Technology with worldwide transport implications has added a new, potentially multi-billion dollar dimension to the manganese market and further underpins WA’s biggest manganese producer’s increasingly buoyant view of the commodity.
Technology with worldwide transport implications has added a new, potentially multi-billion dollar dimension to the manganese market and further underpins WA’s biggest manganese producer’s increasingly buoyant view of the commodity.
Consolidated Minerals’ Woodie Woodie manganese mine in the Pilbara, 400 kilometres south-east of Port Hedland, already produces 10 per cent of the world’s manganese, and coincidentally provides 10 per cent of China’s imports for that country’s runaway steel industry.
As ConsMins general manager, marketing, Michael Walters described Woodie Woodie to WA Business News: “It’s a great dig-and-deliver operation.”
And his confidence is well founded, with a recent $6.5 million expansion lifting production to nearly a million tonnes a year of high-grade, low-phosphorous manganese for markets in Asia and Europe, and cementing a mine life of at least 15 years.
Overall resources recently increased by 577,100t to 15.24 million tonnes, with the all-important high-grade mineable reserves at 11.07 million tonnes. And there is more at the nearby Greensnake and Canyon prospects.
About 90 per cent of manganese consumed worldwide is used in the steel industry, where it is used as a cleansing agent to prevent oxidation and as an alloying element to increase hardness. It is an essential and non-substitutable part of steel manufacture, so demand is directly linked to world industrial growth. And at the moment that means China.
However, it is also used in the production of aluminium cans, electronics, fertilisers and, importantly, battery production. It is in the latter that the new potential has arisen.
Subaru parent Fuji Heavy Industries recently announced a major breakthrough in battery technology for the hybrid (dual petrol and electric motors) and electric cars of the future – a manganese lithium ion battery that is more portable than other technology and has a very fast charging time.
The word out of Fuji is that the manganese battery lasts longer than the common nickel hydride unit used to power hybrid cars such as the Toyota Prius, and its charge times are as low as five minutes. The aim is to get that charge time down to three minutes.
A wild card, admittedly, when it comes to manganese prices, but in October this year Toyota bought 8.7 per cent of Fuji, worth about $A420 million, after General Motors bailed out of nearly 20 per cent of the company it had held since 1999. Toyota is the world leader in hybrid development.
The new manganese lithium ion battery and its possible long-term effect on the manganese market are not subjects canvassed by ConsMins. The company is pragmatic and more short term in its view of manganese and return to investors.
Mr Walters recently returned from meetings with key customers in China and reported firmer pricing levels for both manganese ore and manganese alloys.
Further, he said that, by early next year, manganese prices would return to the strong price levels enjoyed in the second half of 2004-05.
Mr Walters said the market consensus in China was that manganese alloy and ore prices had bottomed in the first half of the current financial year, with the return of buyers to the market providing evidence for a market rebound.
“Traditionally, if Chinese buyers anticipate continued price reductions they will defer buying. However, we have recently seen buyers re-enter the manganese market, which suggests that they consider pricing will not be adjusted further downwards,” he told WA Business News.
“We are now discussing pricing levels for ore for the third quarter of this financial year moving back towards the strong prices seen in the second half of the 2004-05 financial year.”
The price rebound in China in recent weeks is reflected in firming manganese alloy prices worldwide, with alloy prices increasing in recent weeks by 5 per cent to 10 per cent in the US, by 12 per cent in Japan and by 5 per cent in China.
The actual price equation for manganese is a difficult one as they are multi-grade related, not uniform and negotiated on an individual delivery/grade basis.
The only bigger manganese producer in Australia than Woodie Woodie is BHP Billiton’s Groote Eylandt mine in the Northern Territory, which together with the company’s much larger production out of South Africa, makes BHPB the world’s biggest supplier.
Also in the Pilbara is ConsMins’ Coobina chromite project, which supplies 2.5 per cent of the world market.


EXERCISE REQUIREMENTS: The answer is the set of lines that include "decision", copied from the data below.

DATA TO PROCESS:
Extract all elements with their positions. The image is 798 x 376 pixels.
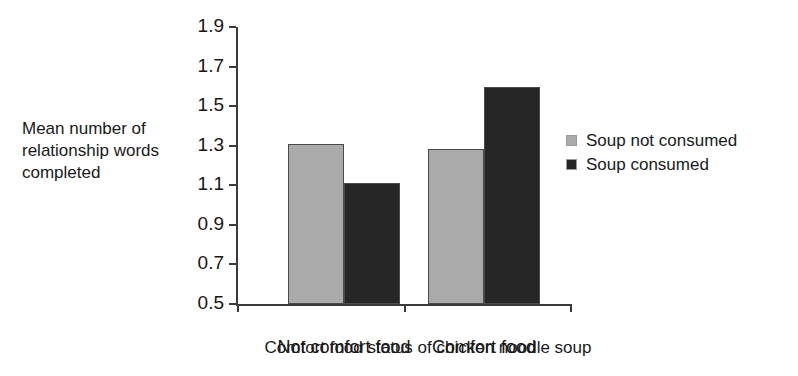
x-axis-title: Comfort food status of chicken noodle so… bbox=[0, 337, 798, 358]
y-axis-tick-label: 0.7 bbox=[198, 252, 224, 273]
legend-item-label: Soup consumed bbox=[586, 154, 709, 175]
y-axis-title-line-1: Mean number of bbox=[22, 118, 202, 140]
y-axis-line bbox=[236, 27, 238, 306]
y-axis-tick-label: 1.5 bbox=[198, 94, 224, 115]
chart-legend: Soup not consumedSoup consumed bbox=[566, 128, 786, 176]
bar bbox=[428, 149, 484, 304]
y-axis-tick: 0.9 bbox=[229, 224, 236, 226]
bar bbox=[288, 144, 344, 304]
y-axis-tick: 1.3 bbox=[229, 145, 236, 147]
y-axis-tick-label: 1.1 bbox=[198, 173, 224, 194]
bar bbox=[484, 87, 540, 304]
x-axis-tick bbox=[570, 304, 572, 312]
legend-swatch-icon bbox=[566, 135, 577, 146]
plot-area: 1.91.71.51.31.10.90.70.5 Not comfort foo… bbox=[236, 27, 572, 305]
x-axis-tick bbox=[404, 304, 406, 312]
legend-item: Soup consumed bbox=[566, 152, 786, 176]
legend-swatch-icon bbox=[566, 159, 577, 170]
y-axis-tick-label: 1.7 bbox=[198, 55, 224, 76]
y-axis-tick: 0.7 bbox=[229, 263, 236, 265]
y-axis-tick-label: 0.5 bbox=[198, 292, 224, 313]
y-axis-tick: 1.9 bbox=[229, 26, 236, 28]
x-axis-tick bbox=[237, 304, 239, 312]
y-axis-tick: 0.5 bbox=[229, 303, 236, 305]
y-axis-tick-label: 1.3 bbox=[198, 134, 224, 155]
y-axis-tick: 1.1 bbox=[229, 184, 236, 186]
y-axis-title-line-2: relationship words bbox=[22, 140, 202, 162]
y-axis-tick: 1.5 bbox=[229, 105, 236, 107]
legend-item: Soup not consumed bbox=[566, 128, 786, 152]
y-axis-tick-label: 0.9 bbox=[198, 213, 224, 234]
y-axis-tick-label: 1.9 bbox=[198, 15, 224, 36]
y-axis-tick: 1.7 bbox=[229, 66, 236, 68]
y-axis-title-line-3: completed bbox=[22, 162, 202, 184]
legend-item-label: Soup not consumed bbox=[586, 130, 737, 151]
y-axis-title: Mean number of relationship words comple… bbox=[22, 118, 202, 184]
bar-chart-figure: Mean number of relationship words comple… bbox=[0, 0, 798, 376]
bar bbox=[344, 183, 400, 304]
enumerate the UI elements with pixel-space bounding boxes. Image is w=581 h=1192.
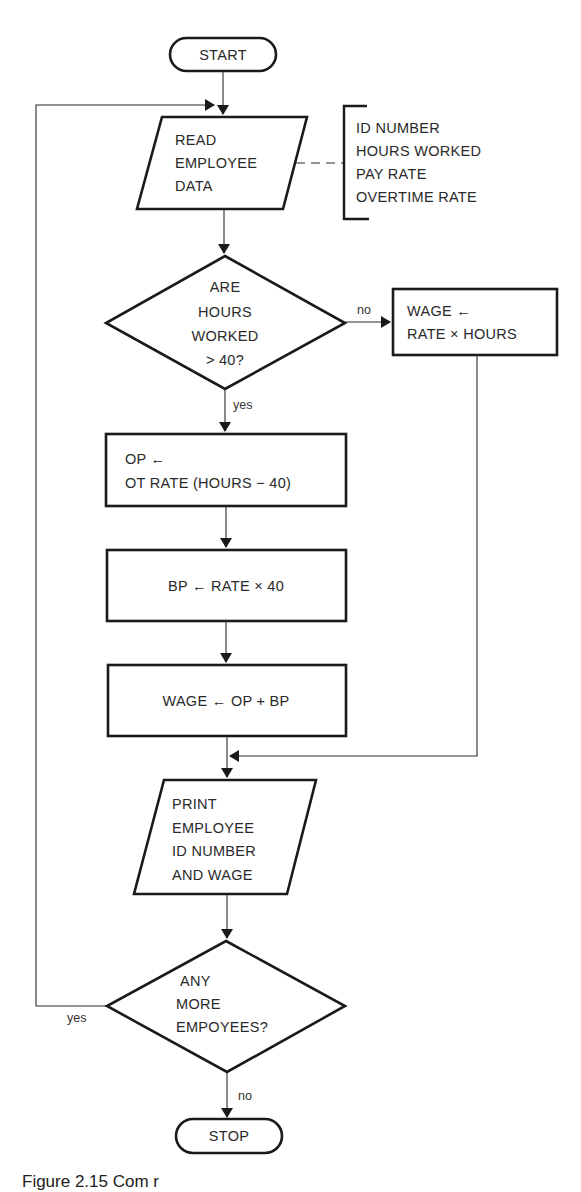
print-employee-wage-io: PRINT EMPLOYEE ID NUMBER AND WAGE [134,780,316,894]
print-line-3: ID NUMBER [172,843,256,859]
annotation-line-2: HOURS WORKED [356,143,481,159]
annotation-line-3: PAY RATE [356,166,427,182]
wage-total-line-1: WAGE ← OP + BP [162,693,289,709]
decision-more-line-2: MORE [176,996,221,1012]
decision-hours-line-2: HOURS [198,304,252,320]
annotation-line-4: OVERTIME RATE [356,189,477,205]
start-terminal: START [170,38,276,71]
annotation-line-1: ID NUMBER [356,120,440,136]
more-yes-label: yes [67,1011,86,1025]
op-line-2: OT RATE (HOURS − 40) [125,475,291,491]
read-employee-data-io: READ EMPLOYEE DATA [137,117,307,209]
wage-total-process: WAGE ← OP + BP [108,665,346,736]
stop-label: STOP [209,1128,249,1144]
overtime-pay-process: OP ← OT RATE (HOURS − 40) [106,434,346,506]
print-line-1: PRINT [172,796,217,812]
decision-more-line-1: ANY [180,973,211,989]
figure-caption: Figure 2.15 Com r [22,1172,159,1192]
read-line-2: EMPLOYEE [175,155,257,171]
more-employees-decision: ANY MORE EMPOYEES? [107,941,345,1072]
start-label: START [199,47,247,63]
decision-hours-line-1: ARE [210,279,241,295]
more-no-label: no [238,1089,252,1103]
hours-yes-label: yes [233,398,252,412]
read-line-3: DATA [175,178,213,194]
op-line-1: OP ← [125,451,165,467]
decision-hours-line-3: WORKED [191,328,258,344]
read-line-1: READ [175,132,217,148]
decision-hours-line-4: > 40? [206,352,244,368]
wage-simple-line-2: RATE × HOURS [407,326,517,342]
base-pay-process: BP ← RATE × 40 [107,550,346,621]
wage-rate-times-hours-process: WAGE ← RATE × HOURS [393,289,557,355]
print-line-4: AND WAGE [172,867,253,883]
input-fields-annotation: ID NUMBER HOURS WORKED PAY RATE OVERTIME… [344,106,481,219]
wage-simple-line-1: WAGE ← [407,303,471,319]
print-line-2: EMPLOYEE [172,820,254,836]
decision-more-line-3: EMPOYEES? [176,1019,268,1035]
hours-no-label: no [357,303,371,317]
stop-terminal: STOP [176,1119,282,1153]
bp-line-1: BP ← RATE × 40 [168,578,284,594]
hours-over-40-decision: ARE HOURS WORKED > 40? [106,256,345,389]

SOLUTION TO THIS TASK:
decision-more-line-2: MORE [176,996,221,1012]
decision-hours-line-2: HOURS [198,304,252,320]
decision-more-line-1: ANY [180,973,211,989]
more-employees-decision: ANY MORE EMPOYEES? [107,941,345,1072]
decision-hours-line-1: ARE [210,279,241,295]
decision-hours-line-3: WORKED [191,328,258,344]
decision-hours-line-4: > 40? [206,352,244,368]
decision-more-line-3: EMPOYEES? [176,1019,268,1035]
hours-over-40-decision: ARE HOURS WORKED > 40? [106,256,345,389]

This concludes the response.